** Records to process follows **

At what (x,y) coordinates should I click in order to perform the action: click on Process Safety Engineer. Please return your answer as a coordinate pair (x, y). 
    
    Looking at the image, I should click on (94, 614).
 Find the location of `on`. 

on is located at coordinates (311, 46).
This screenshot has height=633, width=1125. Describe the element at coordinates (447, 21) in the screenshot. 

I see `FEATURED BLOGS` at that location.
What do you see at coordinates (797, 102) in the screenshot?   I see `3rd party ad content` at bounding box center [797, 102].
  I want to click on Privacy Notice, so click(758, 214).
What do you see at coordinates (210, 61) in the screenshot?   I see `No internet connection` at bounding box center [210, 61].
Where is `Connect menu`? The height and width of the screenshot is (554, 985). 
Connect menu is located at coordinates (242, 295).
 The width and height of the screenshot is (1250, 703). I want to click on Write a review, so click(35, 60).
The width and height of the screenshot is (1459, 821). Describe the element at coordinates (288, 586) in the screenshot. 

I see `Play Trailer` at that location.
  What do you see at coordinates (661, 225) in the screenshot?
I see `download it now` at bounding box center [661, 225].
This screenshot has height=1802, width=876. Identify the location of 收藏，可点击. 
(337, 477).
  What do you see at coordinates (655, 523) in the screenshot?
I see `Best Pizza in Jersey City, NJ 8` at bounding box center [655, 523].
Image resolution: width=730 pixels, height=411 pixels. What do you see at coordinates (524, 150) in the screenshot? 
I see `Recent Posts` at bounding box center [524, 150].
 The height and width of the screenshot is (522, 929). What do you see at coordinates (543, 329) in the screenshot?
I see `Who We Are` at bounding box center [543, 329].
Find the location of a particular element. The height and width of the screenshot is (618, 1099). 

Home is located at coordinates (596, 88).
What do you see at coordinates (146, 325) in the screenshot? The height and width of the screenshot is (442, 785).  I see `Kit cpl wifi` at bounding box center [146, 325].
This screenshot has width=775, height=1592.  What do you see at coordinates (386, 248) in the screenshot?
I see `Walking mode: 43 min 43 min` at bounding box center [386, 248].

** End of Records to process **

*What this task involves*:
Please give back all of the records exactly as written.

*Answer space*:
At what (x,y) coordinates should I click in order to perform the action: click on Process Safety Engineer. Please return your answer as a coordinate pair (x, y). 
    
    Looking at the image, I should click on (94, 614).
 Find the location of `on`. 

on is located at coordinates (311, 46).
This screenshot has height=633, width=1125. Describe the element at coordinates (447, 21) in the screenshot. 

I see `FEATURED BLOGS` at that location.
What do you see at coordinates (797, 102) in the screenshot?   I see `3rd party ad content` at bounding box center [797, 102].
  I want to click on Privacy Notice, so click(758, 214).
What do you see at coordinates (210, 61) in the screenshot?   I see `No internet connection` at bounding box center [210, 61].
Where is `Connect menu`? The height and width of the screenshot is (554, 985). 
Connect menu is located at coordinates (242, 295).
 The width and height of the screenshot is (1250, 703). I want to click on Write a review, so click(35, 60).
The width and height of the screenshot is (1459, 821). Describe the element at coordinates (288, 586) in the screenshot. 

I see `Play Trailer` at that location.
  What do you see at coordinates (661, 225) in the screenshot?
I see `download it now` at bounding box center [661, 225].
This screenshot has height=1802, width=876. Identify the location of 收藏，可点击. 
(337, 477).
  What do you see at coordinates (655, 523) in the screenshot?
I see `Best Pizza in Jersey City, NJ 8` at bounding box center [655, 523].
Image resolution: width=730 pixels, height=411 pixels. What do you see at coordinates (524, 150) in the screenshot? 
I see `Recent Posts` at bounding box center [524, 150].
 The height and width of the screenshot is (522, 929). What do you see at coordinates (543, 329) in the screenshot?
I see `Who We Are` at bounding box center [543, 329].
Find the location of a particular element. The height and width of the screenshot is (618, 1099). 

Home is located at coordinates (596, 88).
What do you see at coordinates (146, 325) in the screenshot? The height and width of the screenshot is (442, 785).  I see `Kit cpl wifi` at bounding box center [146, 325].
This screenshot has width=775, height=1592.  What do you see at coordinates (386, 248) in the screenshot?
I see `Walking mode: 43 min 43 min` at bounding box center [386, 248].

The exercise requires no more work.